The Concert


size(cm): 30x45
Price:
Sale price£129 GBP

Description

Along with tavern scenes and intimate domestic genre pieces, Judith Leyster frequently painted scenes of musical performances. In The Concerto, Leyster accurately describes elements such as the baroque violin (made without a chinrest and usually propped against the chest), as well as the woman's songbook.

The figures shown here are probably portraits. Its characters will tell us about violins, lutes, luthiers and overseas woods. And several Dutch Baroque musicians will put a soundtrack to the painting.

Based on similar people in Leyster's other images, scholars have tentatively identified the singer as the artist herself, the violinist as her husband, and the lute player as a family friend. The members of the trio, like all musicians, must work together as a unit, "in concert", which has led some writers to theorize that this scene symbolizes the virtue of harmony.

Leyster frequently placed his subjects against a plain, monochromatic background. Thus, nothing distracts from the figures, which are all shown in the midst of various actions (bowing or plucking strings and beating time). The deep angle at which the lute is held adds depth to the composition. The varied directions of the musicians' gazes offer the viewer different focal points.

Judith Leyster is the most important painter of the so-called Dutch Golden Age. At the age of 24 (1633) she is accepted into the Haarlem painters' guild, something not very easy for a painter despite having a rare talent. And despite her recognition in life, after her death she will be "forgotten" by history until the end of the 19th century, since her work will be confused with that of Frans Hals and other painters.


◆ **Activity**:
Output only the lines that run from the line holding "Find the location" to the end of the entries, both ends included, and skip the pictures.

▶

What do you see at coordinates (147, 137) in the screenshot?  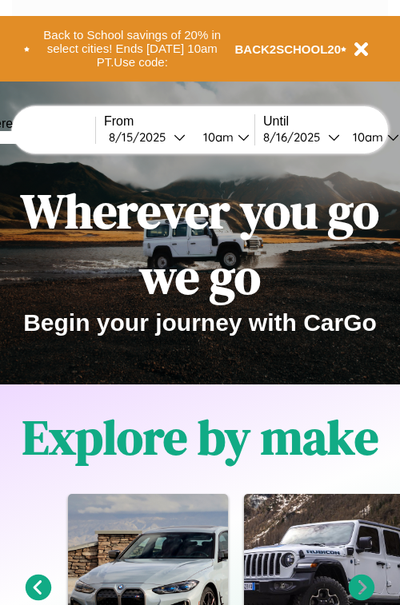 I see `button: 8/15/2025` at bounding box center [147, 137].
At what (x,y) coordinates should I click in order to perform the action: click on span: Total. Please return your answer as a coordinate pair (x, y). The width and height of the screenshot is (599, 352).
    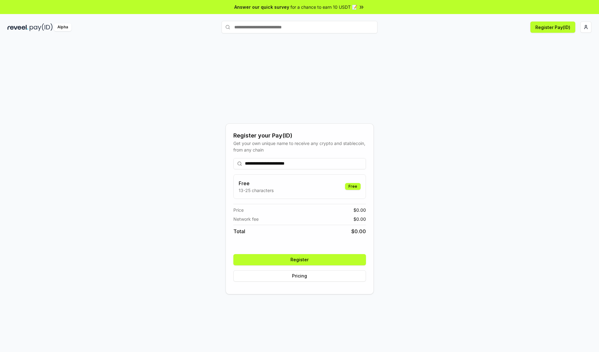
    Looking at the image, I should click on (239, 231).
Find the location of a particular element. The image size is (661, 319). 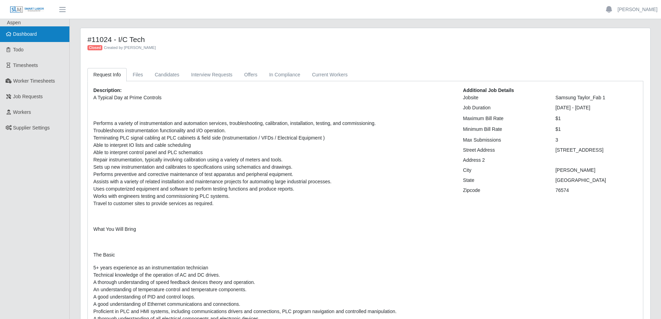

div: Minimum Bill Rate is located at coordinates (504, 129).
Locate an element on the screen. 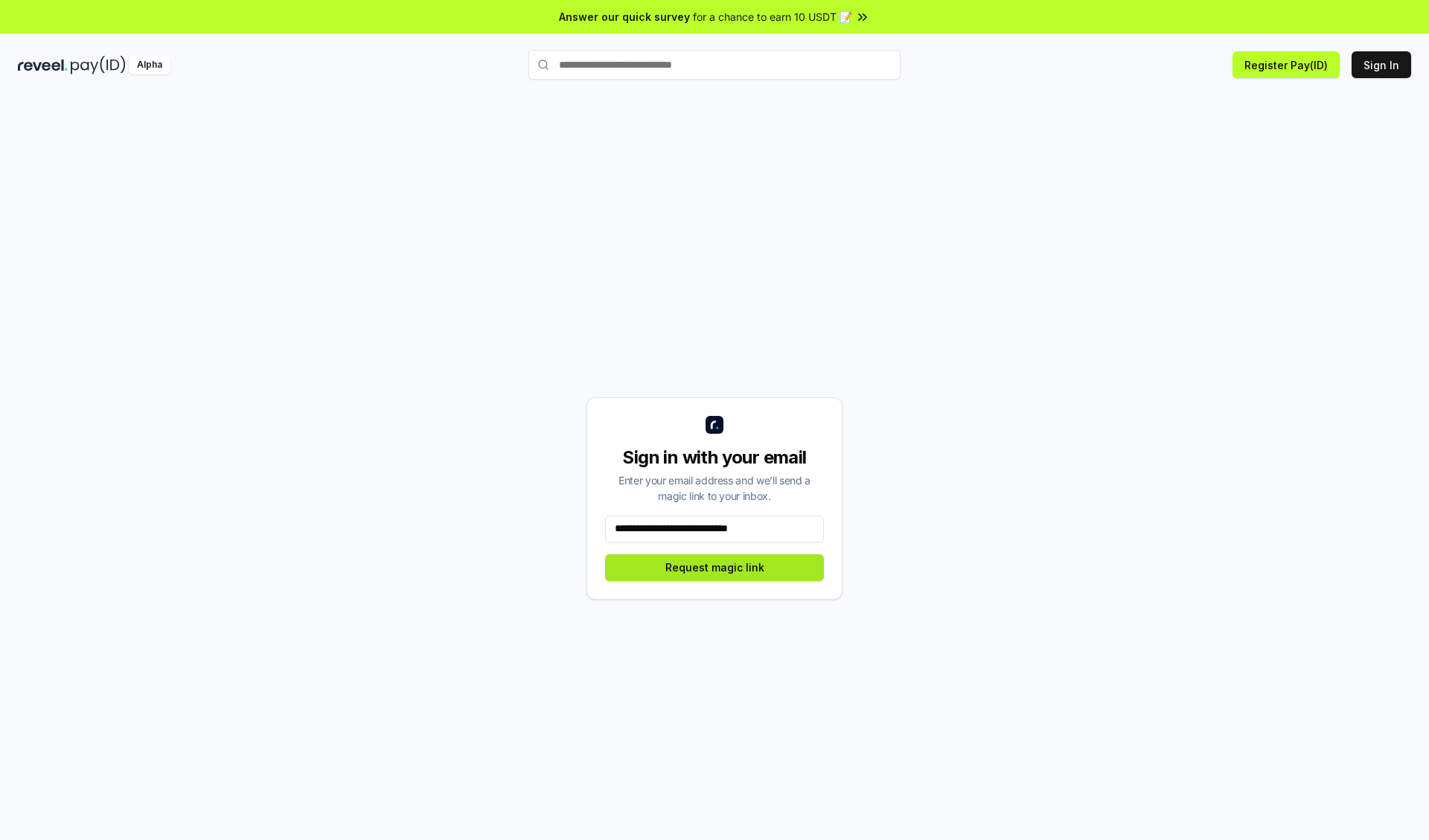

◀

◆ **Completed task**:
Find the location of a particular element. The image size is (661, 319). 

div: Minimum Bill Rate is located at coordinates (504, 129).
Locate an element on the screen. 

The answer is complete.